Pure, maybe, but don’t confuse purity with fragility. Griffith was not timid, or fragile, by any means, as she’d already proven back when she was performing in front of rowdy Texans. “I remember seeing her in Nashville at Brown’s Diner,” Gleason laughs, “With a cigarette, laughing with all the boys, and they were all in. Now, that’s not something some ‘precious little songwriter girl’ does.”
Griffith eventually would sign with MCA and work with Brown on 1987’s Lone Star State of Mind, released at the peak of the all-too-brief New Traditionalist movement (or what Steve Earle — another Tony Brown signing — would later label “The Great Nashville Credibility Scare”). Her music became relatively more mainstream, the rough edges sanded down ever-so-slightly, and her lyrical concerns became more universal in scope. But she never left the ambitious, idealistic folkabilly singer of those first four albums behind. Instead, she brought her along, presenting her on a worldwide stage in the process.
Other Voices
While Working in Corners revisits Griffith’s earliest work, Rounder’s More Than a Whisper: Celebrating the Music of Nanci Griffith does what it boasts by pairing over a dozen of roots music’s best with jewels found throughout Griffith’s oeuvre. Years in the making, there are many sublime moments here, such as Lyle Lovett and Kathy Mattea (who had major hits with both “Love at the Five and Dime” and “Goin’ Gone” in 1986 and ’87, respectively) duetting on a moving “Trouble in the Fields” and John Prine in one of his final vocal performances, sharing the mic with Kelsey Waldon on “Five and Dime.” In another full-circle moment, sessions for the tribute were produced by Jim Rooney at Cowboy Arms (now known as Clement House and owned by “Cousin” Bob Clement).
Mary Gauthier, who also contributes liner notes to the album, gives a heart-wrenching performance of “More Than a Whisper.” “There’s something about the loneliness and longing in that song that really got to me,” she explains. “It was one of the songs I dropped the needle on over and over again, long before streaming services where you could just hit ‘repeat.’ I loved it.”
Basically, More Than a Whisper turns the spotlight back on Griffith, an artist who spent so much of her career giving voice and exposure to other songwriters.

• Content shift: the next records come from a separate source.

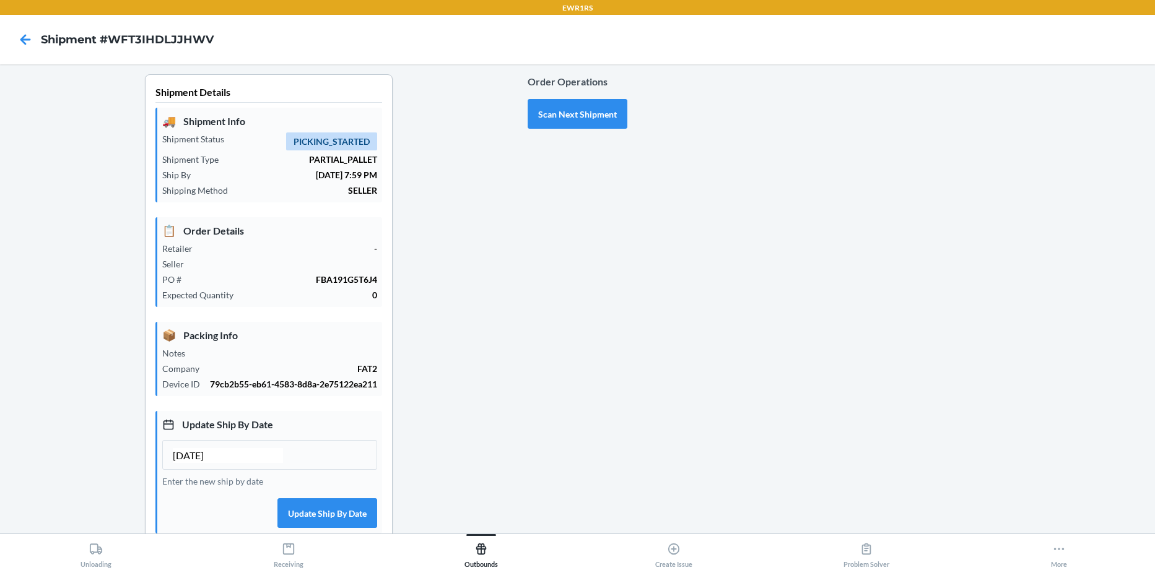 The image size is (1155, 570). What do you see at coordinates (198, 139) in the screenshot?
I see `p: Shipment Status` at bounding box center [198, 139].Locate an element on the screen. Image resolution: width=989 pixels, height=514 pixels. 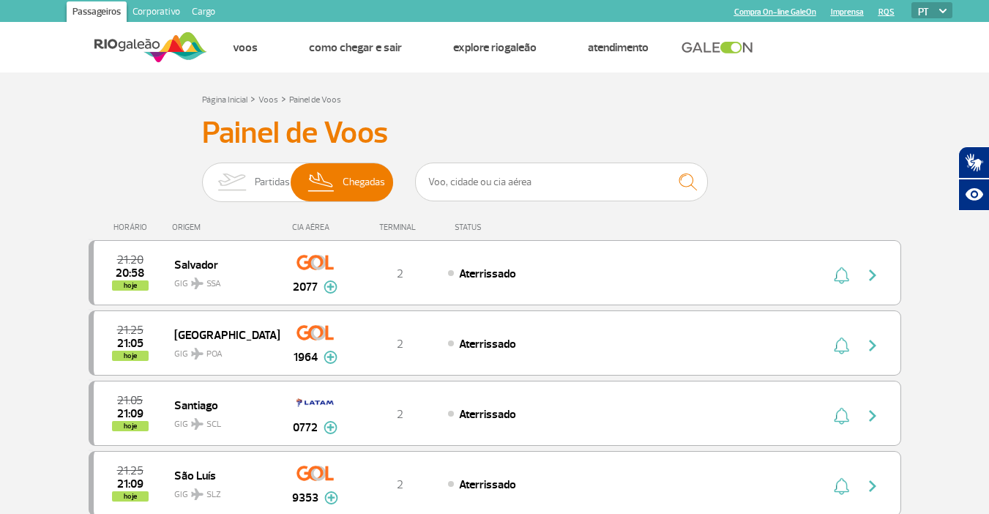
button: Abrir recursos assistivos. is located at coordinates (973, 195).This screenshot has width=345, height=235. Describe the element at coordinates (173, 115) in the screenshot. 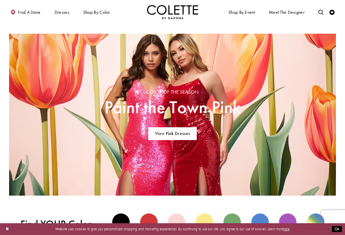

I see `a: colette by daphne models wearing spring 2025 dresses Related Link` at that location.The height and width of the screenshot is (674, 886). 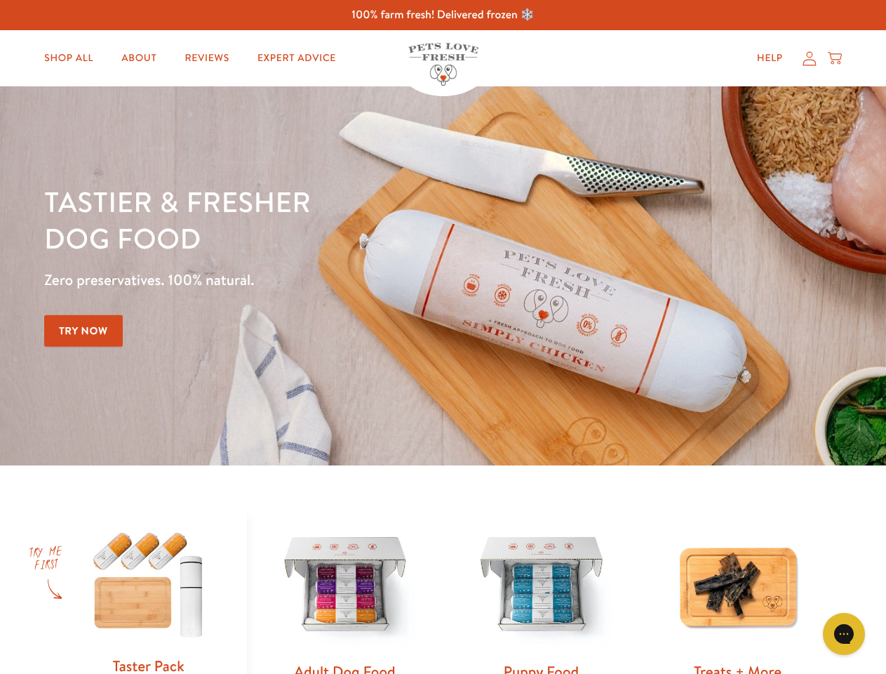 I want to click on p: Zero preservatives. 100% natural., so click(x=310, y=280).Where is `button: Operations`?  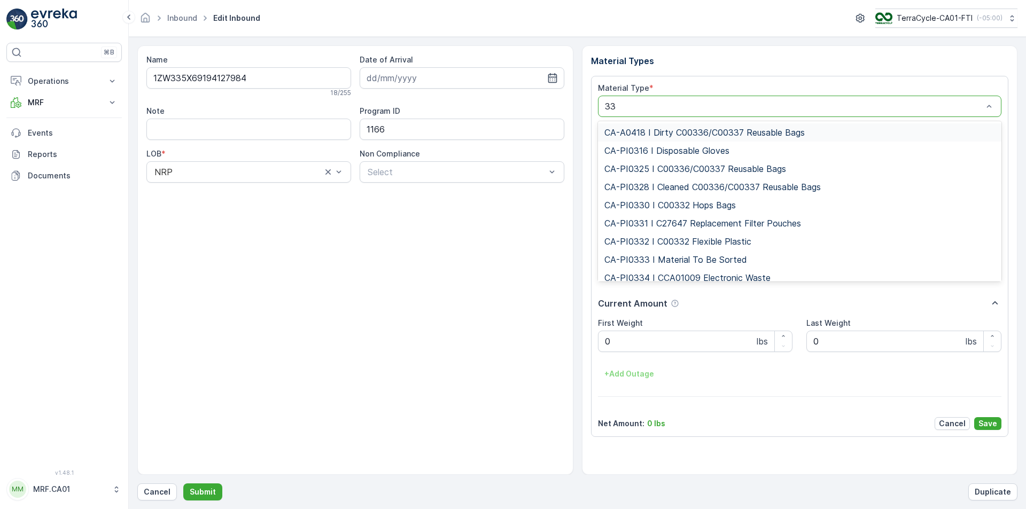
button: Operations is located at coordinates (64, 81).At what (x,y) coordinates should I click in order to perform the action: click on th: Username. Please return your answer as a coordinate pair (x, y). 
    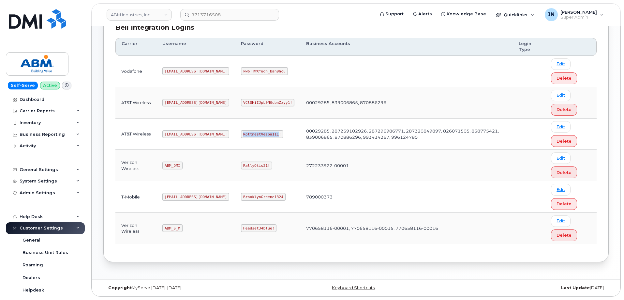
    Looking at the image, I should click on (196, 47).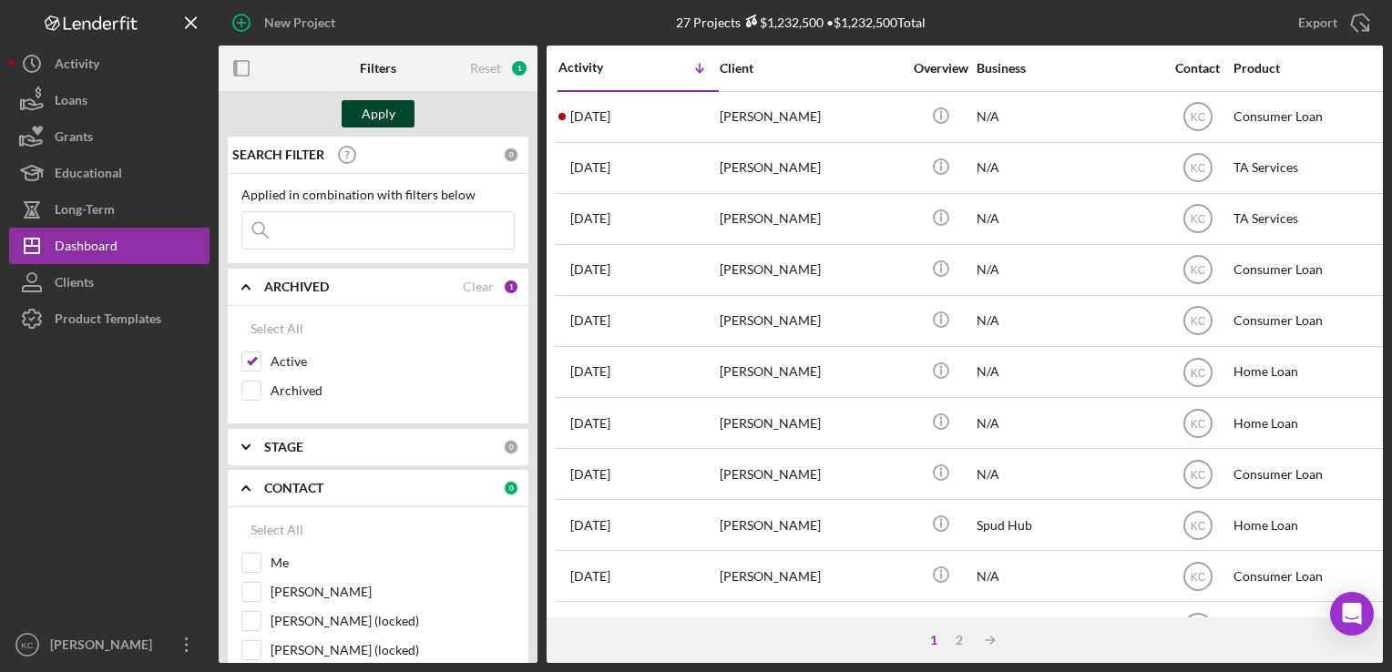 The height and width of the screenshot is (672, 1392). What do you see at coordinates (293, 488) in the screenshot?
I see `b: CONTACT` at bounding box center [293, 488].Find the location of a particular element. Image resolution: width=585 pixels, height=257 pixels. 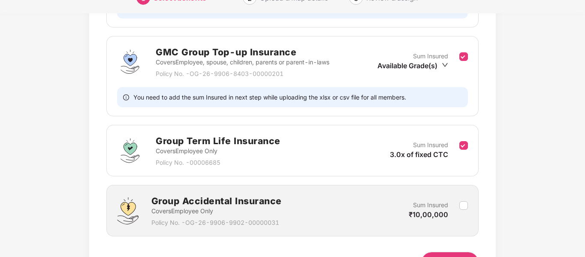

h2: Group Accidental Insurance is located at coordinates (216, 201).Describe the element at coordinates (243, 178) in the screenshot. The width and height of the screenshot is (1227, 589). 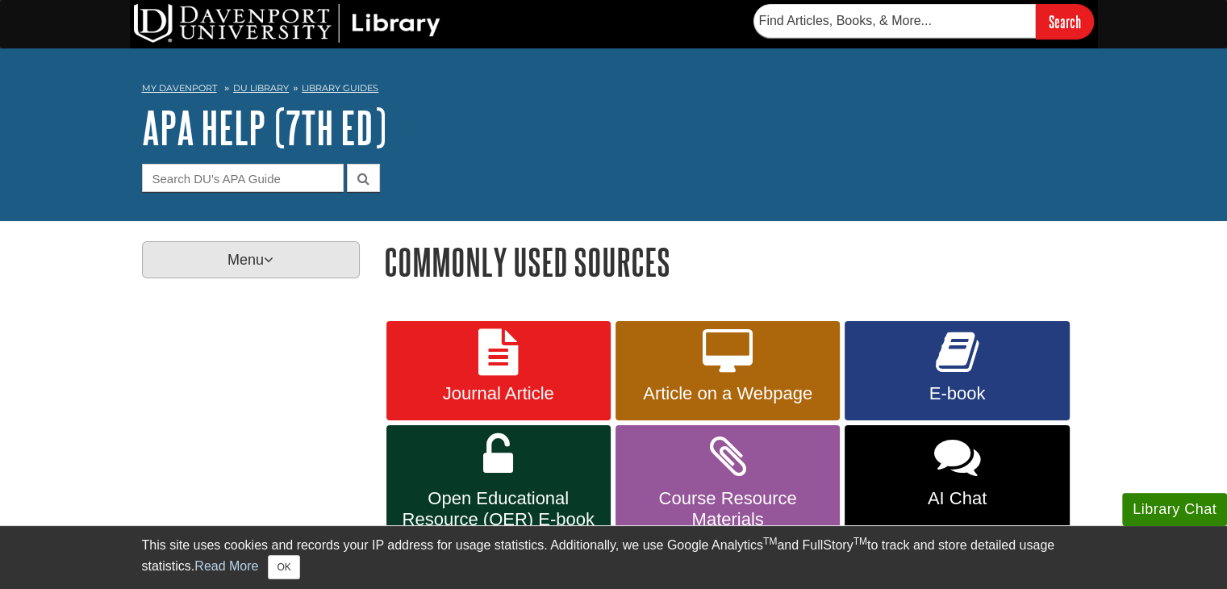
I see `input: Search DU's APA Guide` at that location.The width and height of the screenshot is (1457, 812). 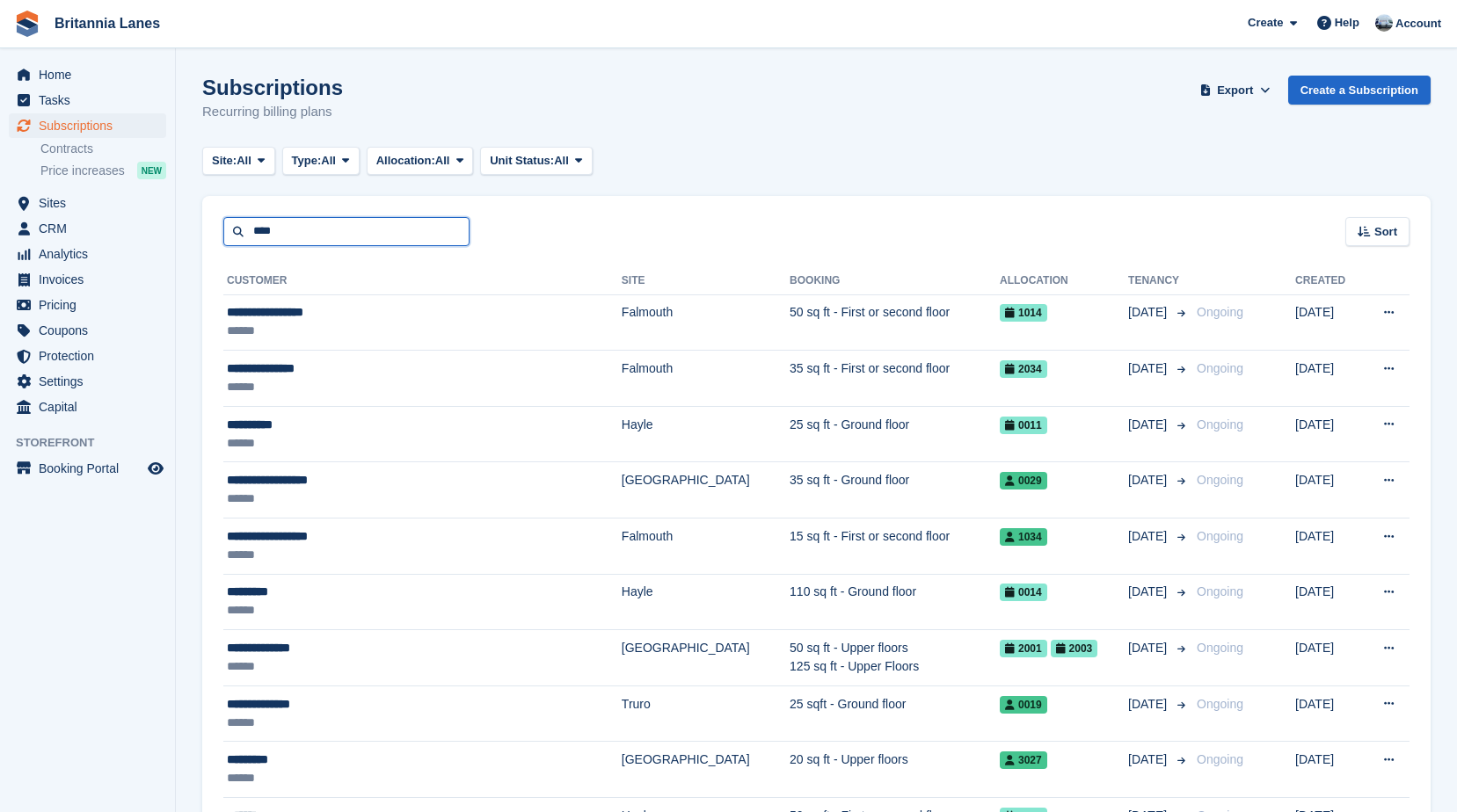 What do you see at coordinates (92, 381) in the screenshot?
I see `span: Settings` at bounding box center [92, 381].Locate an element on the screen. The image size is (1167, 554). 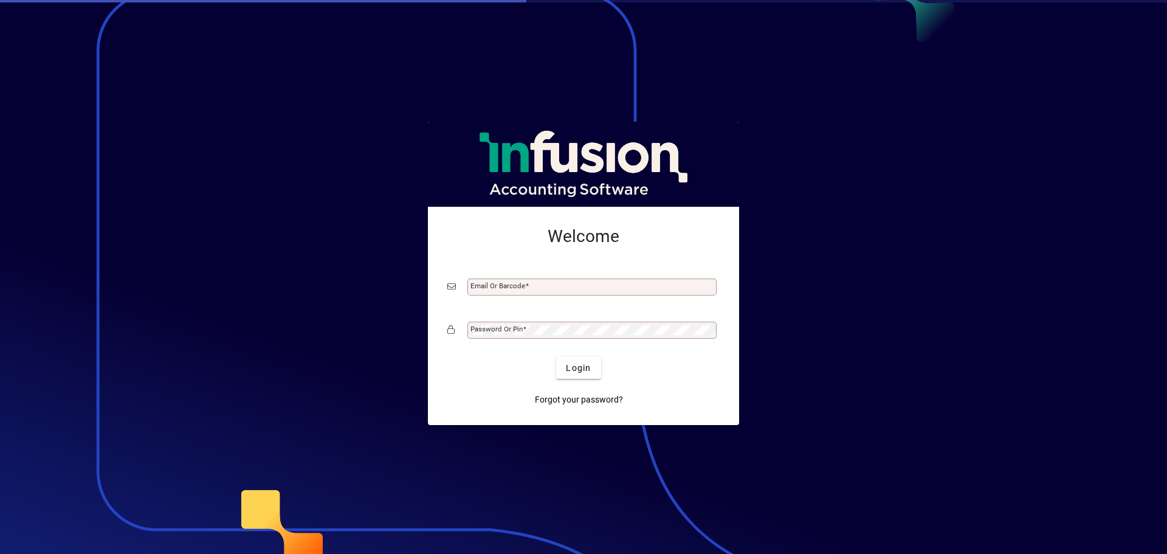
h2: Welcome is located at coordinates (584, 237).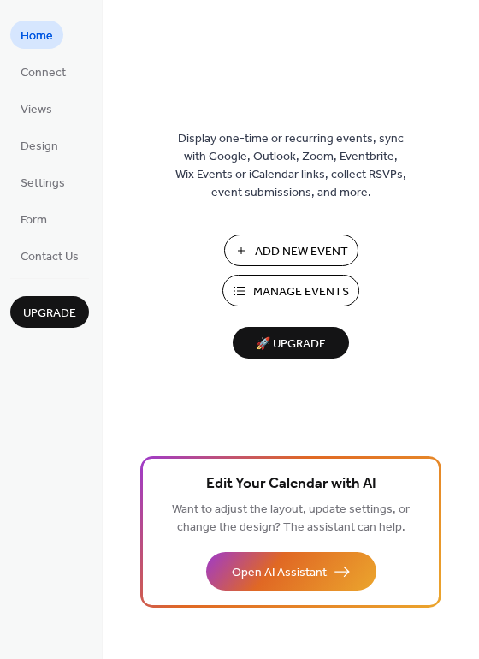 This screenshot has width=479, height=659. What do you see at coordinates (50, 311) in the screenshot?
I see `button: Upgrade` at bounding box center [50, 311].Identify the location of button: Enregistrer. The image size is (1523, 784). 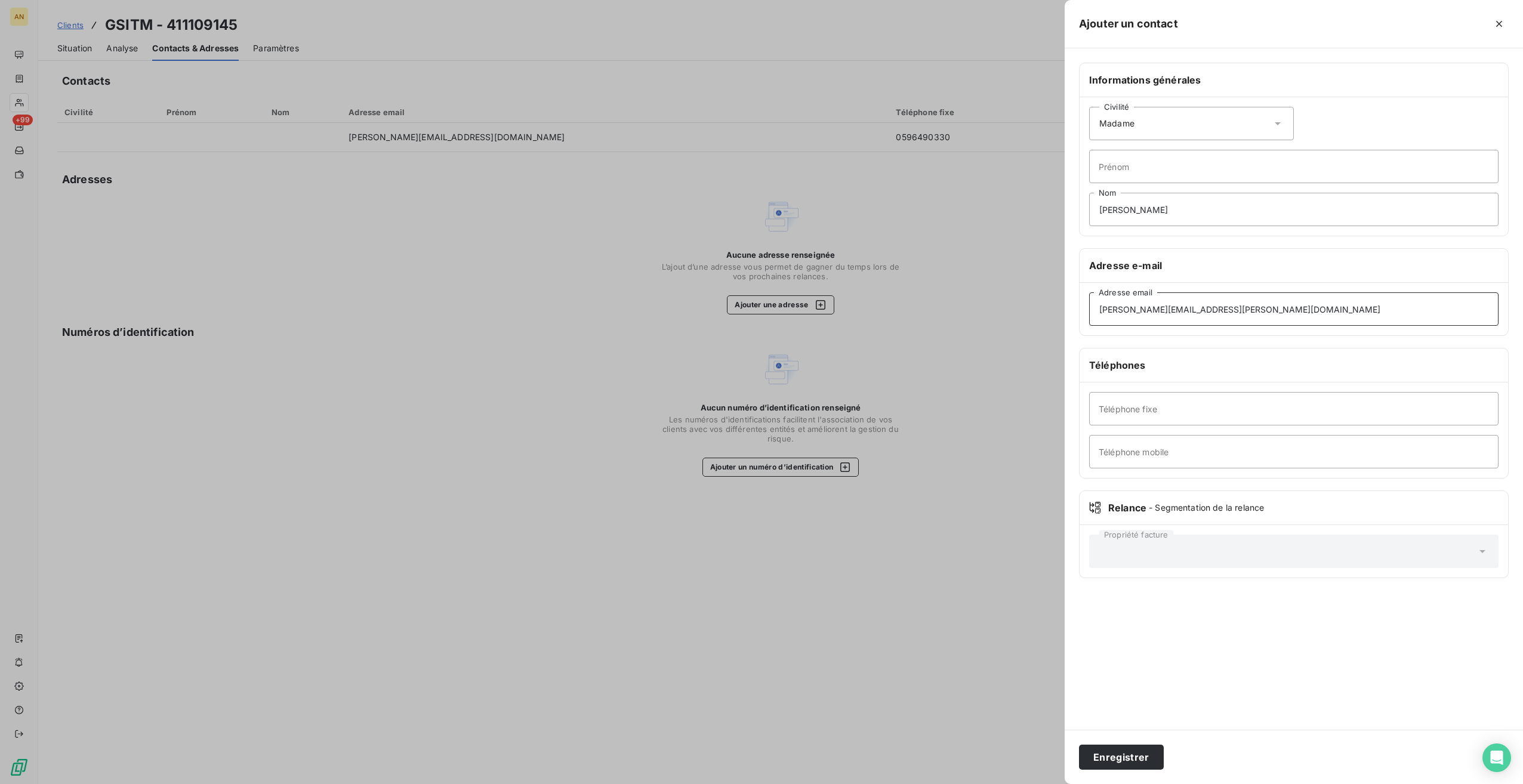
(1121, 758).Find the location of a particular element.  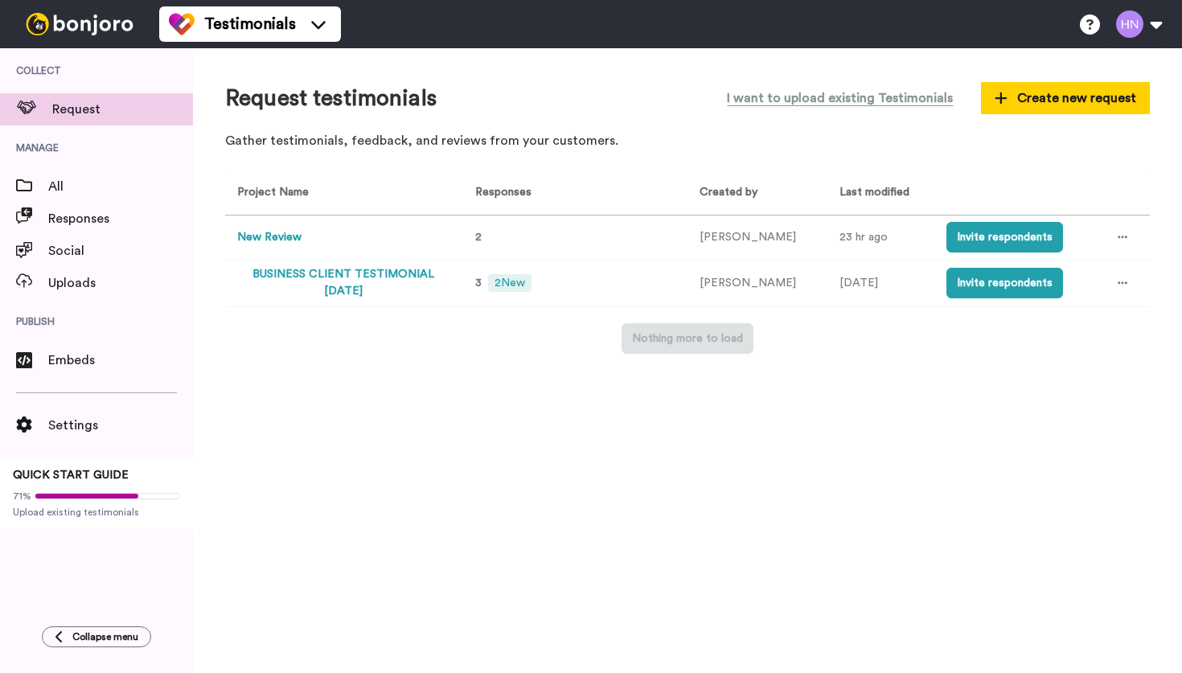

button: Collapse menu is located at coordinates (96, 637). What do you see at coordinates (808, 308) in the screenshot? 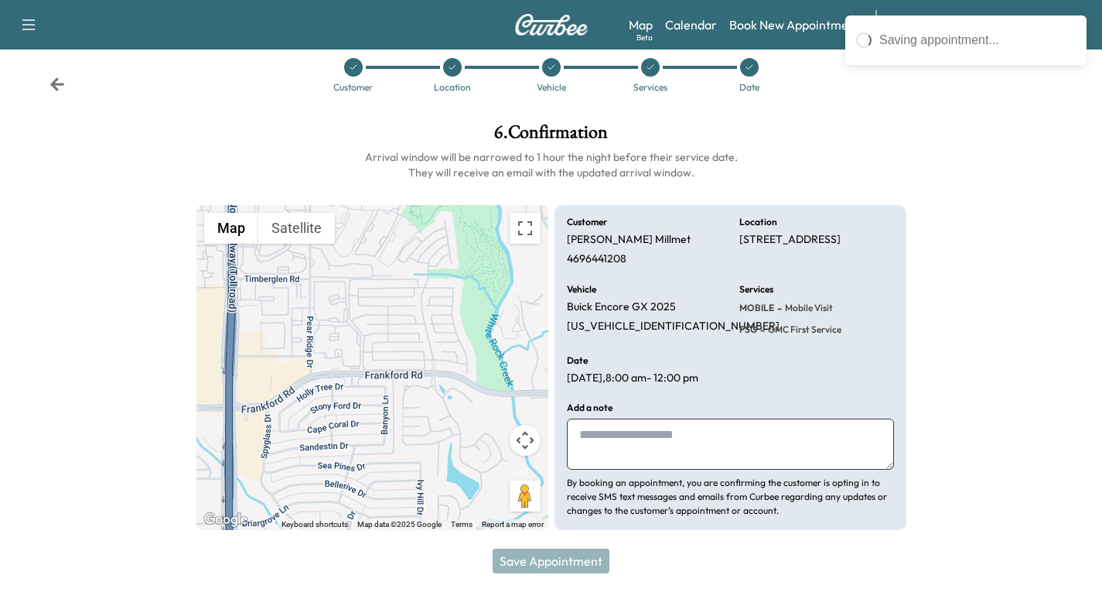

Gauthier recalls one such moment. “About two years after I moved to Nashville, I was at a song circle at Jim McGuire’s house with Nancy and a bunch of songwriters. And she gave me one of her guitars. It was a transcendent moment for me. That was sort of a christening. She made a big deal of giving it to me in front of all the other songwriters in the room: Steve Earle, Guy Clark, John Hiatt … my God! I’m looking at it right now. I just can’t believe I’m in possession of that instrument. And she signed it, ‘For Mary, because you will sing.’ She was a great champion of other artists. I think it’s an important thing to do, to shine the light back on her.”
Scott Billington puts it this way, “Sometimes, it seems like a great voice, a guitar, and a great song are all you need. Nanci Griffith excelled at all three.”